If IE tries to determine whether "Eliezer should save person X" is true, he will notice that it's true if he thinks it's true, leading to Löb-style problems.

Could you spell out those problems?

And in any case, why is IE trying to determine whether "Eliezer should save person X" is true? Shouldn't he limit himself to determining whether Eliezer should save person X?

Compare: If Joe tries to determine whether "256 X 2 = 512" is true, he will notice that it is true if a certain computation he could perform yields 512, and that if he performs that calculation, he will believe it (the quoted statement above) is true. This leads to Löb-style confusion.

The confusion is dissolved because anyone can do the computations operationalizing IE's ethical definitions, if IE can communicate his values to that computational agent.

Or is this one of those situations where the self-referentiality of UDT-like decision theories gets us into trouble?

ETA: Ok, I just noticed that IE is by definition the end result of a dynamic process of reflective updating starting from the Base Eliezer. So IE is a fixpoint defined in terms of itself. Maybe Löb-style issues really do exist.

While Eliezer's moral judgments are tentative, and he would update them if he had access to IE, he does have a process for making judgments that is distinct from thinking about the decisions of FAIs and ideal selves. IE will presumably base decisions entirely on these factors.

Agreed, but when IE is making decisions (using a process that is distinct from thinking about the decisions of FAIs and ideal selves), do the words "morality" or "should" ever enter into his mind and end up making a difference in his decisions? If so, what does he mean by them?

"Morality" describes (the result of) the process he uses. The thing as a whole is about morality, it is not an aspect in his decision process. Morality is the sum of the thousand shards of desire.

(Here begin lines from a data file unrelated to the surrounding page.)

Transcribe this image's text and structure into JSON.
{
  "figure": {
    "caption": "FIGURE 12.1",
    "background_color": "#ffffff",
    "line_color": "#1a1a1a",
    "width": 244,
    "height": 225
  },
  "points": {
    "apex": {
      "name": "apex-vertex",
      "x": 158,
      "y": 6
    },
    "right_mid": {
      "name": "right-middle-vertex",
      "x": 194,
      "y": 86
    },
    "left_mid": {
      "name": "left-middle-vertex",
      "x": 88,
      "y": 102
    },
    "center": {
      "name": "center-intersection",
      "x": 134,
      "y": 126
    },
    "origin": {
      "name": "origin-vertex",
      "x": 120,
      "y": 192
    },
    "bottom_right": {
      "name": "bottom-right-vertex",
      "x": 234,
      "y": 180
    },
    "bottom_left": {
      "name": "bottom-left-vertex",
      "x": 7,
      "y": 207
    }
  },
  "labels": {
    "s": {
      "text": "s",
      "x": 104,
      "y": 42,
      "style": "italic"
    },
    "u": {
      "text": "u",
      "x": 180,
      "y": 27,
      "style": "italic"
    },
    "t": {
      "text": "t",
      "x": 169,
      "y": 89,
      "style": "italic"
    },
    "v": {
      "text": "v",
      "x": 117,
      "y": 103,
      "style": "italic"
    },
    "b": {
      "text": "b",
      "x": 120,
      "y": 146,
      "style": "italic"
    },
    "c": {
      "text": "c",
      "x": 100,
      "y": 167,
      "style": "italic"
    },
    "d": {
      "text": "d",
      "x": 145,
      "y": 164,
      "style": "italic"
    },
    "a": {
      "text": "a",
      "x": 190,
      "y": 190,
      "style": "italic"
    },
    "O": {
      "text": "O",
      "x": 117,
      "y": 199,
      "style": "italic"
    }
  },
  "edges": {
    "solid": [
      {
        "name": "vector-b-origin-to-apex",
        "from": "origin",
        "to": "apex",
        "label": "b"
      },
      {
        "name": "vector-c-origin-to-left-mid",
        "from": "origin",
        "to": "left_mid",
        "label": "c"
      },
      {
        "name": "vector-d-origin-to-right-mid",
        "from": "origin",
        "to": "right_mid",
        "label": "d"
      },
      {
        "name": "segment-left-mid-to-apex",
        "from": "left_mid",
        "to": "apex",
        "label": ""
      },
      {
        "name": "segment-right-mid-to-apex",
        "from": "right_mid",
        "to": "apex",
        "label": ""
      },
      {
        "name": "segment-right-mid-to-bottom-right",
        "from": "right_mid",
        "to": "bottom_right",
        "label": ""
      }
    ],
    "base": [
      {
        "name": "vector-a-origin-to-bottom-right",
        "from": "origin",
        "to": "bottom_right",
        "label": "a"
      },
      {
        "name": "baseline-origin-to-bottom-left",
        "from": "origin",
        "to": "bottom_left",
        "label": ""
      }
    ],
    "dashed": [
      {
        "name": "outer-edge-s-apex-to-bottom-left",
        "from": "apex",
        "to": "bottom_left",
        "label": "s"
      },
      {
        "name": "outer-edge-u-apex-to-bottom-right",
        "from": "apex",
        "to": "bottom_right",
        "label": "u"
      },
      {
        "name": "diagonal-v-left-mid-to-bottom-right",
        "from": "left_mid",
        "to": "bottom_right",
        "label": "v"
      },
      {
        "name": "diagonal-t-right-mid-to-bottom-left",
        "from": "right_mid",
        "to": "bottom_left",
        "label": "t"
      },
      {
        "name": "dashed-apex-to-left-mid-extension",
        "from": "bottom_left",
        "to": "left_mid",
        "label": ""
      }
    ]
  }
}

Eliezer says that when he uses words like "moral", "right", and "should", he's referring to properties of a specific computation. That computation is essentially an idealized version of himself (e.g., with additional resources and safeguards).

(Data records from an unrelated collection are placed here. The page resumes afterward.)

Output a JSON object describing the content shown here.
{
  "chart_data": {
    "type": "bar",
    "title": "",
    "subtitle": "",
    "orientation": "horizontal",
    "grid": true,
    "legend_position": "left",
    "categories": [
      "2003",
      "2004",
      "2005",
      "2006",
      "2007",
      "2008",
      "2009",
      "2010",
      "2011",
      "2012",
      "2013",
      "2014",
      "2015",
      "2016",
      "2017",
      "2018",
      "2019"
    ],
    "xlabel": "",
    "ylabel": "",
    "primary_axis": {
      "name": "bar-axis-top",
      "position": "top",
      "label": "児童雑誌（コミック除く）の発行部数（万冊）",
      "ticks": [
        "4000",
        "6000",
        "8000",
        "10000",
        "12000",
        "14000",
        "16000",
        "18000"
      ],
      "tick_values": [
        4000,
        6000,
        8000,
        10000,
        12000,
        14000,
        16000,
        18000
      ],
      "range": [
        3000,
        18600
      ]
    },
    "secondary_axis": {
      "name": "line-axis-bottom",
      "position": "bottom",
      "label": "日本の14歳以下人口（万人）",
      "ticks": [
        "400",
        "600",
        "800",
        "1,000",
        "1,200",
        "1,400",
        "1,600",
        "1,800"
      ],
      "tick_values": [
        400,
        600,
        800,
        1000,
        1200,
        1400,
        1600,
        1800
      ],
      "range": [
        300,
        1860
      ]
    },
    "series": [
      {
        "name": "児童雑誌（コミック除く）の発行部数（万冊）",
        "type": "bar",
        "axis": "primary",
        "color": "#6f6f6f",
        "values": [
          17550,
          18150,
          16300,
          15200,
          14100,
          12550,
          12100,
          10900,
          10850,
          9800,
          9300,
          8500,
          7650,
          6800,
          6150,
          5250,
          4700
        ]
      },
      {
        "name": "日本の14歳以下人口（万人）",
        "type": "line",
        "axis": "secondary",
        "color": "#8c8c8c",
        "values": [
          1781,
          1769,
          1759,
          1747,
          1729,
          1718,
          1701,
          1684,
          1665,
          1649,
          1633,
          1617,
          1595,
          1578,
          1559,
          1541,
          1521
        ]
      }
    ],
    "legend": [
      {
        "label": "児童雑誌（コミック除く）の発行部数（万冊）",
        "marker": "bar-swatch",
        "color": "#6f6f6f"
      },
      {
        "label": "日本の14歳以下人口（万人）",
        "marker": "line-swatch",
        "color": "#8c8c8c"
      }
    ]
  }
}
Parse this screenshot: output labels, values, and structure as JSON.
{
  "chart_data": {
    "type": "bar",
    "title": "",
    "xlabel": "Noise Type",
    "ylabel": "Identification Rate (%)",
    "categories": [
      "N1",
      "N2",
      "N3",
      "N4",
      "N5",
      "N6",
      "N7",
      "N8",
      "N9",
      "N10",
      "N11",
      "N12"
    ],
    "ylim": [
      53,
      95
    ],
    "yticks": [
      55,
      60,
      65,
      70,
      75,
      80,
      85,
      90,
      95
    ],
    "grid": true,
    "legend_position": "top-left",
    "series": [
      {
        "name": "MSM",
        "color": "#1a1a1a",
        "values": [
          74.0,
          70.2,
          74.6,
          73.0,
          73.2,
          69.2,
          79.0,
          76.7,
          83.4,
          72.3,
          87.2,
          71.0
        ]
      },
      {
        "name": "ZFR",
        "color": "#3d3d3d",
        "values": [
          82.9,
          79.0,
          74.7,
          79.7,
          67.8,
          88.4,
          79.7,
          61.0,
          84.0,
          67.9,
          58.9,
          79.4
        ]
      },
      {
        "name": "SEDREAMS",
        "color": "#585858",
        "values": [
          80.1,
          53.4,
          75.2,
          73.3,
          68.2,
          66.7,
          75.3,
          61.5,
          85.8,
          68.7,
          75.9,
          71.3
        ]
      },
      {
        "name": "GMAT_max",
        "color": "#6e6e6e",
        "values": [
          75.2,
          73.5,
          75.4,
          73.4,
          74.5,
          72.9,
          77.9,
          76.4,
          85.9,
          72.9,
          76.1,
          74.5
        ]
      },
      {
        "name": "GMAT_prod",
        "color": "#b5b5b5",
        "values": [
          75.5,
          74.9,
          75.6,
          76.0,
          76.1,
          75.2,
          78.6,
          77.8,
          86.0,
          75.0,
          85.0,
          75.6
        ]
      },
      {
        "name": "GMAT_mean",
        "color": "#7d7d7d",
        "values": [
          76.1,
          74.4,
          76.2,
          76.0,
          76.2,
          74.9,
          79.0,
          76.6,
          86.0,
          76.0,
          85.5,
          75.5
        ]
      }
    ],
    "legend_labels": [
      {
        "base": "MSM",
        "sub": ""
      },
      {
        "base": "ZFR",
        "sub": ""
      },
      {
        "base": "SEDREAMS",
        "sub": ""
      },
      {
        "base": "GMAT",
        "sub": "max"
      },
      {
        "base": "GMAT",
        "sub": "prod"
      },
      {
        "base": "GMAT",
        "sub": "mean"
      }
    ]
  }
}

When we use words like "right", we don't refer to "right", we refer to particular heuristics that allow us to make right decisions. These heuristics are indeed properties of us, and improved heuristics are properties of idealized versions of us. But "right" itself is not a property of humans, or the kind of thing we can build or imagine. It's a different kind of referent from the usual concepts, for some reason. We don't refer to "right", we use it through particular heuristics.

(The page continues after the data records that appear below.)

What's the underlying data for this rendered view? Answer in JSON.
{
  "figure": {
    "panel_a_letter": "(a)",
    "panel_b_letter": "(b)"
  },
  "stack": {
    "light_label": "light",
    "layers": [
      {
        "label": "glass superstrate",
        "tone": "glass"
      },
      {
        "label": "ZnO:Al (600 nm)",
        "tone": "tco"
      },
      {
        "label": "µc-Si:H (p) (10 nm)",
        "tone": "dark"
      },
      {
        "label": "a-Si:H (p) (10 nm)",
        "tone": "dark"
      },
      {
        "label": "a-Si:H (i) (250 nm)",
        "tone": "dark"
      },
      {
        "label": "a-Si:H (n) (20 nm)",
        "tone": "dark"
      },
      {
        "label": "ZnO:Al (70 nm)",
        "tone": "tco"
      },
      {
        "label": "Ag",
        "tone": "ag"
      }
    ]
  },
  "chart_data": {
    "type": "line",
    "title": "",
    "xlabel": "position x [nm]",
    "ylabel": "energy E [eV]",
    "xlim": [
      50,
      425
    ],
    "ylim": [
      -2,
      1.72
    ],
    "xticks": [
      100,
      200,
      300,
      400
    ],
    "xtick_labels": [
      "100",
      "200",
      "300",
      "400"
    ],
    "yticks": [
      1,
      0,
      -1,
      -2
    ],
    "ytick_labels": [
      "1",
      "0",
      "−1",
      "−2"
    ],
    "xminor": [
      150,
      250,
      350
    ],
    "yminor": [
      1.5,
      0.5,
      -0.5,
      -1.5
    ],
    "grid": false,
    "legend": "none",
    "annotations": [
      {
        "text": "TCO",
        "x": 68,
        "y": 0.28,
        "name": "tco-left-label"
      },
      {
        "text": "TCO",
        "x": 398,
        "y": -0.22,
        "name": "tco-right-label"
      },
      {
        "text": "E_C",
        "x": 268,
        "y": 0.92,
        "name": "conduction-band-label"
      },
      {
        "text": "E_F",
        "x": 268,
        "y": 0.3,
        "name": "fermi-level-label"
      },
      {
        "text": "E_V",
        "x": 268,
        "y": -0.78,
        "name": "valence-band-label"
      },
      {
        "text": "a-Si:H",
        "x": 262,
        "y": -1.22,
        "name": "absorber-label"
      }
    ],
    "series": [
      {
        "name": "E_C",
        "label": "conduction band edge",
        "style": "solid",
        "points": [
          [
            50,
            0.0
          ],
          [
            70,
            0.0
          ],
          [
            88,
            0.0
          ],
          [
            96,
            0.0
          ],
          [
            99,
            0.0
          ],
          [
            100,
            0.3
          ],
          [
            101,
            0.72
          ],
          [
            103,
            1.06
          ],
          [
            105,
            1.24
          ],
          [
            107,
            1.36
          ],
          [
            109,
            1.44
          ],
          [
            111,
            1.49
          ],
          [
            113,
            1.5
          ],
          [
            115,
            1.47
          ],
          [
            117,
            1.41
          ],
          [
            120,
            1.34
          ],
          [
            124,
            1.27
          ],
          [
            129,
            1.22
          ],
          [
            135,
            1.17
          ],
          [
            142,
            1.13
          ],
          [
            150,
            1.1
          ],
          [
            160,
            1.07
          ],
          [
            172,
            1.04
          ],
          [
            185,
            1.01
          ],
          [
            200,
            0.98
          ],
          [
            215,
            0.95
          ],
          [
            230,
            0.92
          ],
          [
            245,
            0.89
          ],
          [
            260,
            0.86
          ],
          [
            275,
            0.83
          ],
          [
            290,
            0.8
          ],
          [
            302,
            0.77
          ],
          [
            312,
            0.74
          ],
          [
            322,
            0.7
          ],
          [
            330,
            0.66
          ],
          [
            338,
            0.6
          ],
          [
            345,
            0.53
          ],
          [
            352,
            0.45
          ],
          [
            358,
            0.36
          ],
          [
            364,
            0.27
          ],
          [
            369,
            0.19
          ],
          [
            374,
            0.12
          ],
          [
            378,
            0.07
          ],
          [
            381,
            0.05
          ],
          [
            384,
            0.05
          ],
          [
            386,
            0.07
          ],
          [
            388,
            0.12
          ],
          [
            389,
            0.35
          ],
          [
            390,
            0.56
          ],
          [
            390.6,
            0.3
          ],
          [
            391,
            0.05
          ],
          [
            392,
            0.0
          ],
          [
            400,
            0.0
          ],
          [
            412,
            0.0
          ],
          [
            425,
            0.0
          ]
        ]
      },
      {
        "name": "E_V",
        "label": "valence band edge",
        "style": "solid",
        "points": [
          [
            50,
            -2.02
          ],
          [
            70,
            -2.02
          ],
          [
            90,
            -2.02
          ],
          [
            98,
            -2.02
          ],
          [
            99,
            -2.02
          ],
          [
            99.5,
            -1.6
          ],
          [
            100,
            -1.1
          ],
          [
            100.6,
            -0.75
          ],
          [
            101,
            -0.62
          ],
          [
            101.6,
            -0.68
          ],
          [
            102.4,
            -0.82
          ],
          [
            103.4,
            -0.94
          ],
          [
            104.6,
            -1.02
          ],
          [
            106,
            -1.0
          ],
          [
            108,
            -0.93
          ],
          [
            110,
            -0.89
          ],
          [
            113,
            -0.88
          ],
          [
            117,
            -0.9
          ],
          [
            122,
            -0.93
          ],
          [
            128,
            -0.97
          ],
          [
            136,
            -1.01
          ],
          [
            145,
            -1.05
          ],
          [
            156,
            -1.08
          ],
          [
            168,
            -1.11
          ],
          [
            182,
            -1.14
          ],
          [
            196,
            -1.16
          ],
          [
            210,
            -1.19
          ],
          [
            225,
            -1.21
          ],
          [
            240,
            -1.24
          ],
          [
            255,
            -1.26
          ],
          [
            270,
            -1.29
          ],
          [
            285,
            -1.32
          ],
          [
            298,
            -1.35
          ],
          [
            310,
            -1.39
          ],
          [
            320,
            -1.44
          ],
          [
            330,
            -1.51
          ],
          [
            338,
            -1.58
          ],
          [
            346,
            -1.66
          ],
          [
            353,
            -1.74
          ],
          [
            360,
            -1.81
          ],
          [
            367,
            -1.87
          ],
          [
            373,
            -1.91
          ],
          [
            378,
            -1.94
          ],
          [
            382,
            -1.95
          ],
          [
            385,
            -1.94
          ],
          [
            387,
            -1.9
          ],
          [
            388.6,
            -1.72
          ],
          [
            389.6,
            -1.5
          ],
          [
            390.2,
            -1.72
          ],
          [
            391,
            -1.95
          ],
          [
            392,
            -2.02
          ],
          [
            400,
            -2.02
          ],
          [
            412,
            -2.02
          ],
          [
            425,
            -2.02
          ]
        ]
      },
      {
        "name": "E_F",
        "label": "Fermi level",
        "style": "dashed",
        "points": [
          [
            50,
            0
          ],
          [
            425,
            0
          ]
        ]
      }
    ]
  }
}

Consider an analogy with mathematical truth. When we use "truth", do we refer to particular heuristics that allow us to know which mathematical statements are true, or do we refer to something which exists largely independently of human beings, even though we're not really sure what it is exactly? The latter makes more sense to me.

I do not mean to imply that by "right" we must also refer to something that exists independently of human beings, but I think this analogy shows that we need more than "we can't seem to figure out what 'right' refers to, but clearly these heuristics have something to do with it" in order to conclude that the heuristics are what we mean by "right".

"we can't seem to figure out what 'right' might refer to besides these heuristics"

"Right" as the meta-ethical question doesn't refer to heuristics, but when we talk of "right", what we often mean to do is to refer to those heuristics (but not always). So I didn't contrast the two senses you discuss in the first paragraph.

Do we really often mean to refer to those heuristics by "right"? Can you give me a couple of examples of when we clearly intend to do that?

When one speaks, in some sense one always argues. So when you say that "saving that child was right", you appeal to particular moral intuitions, i.e. heuristics, allowing other people to notice these intuitions and agree with you, not making a meta-ethical claim about this action being in accordance with the essence of "right".

When one speaks, in some sense one always argues.

Sometimes when one speaks one speaks for oneself!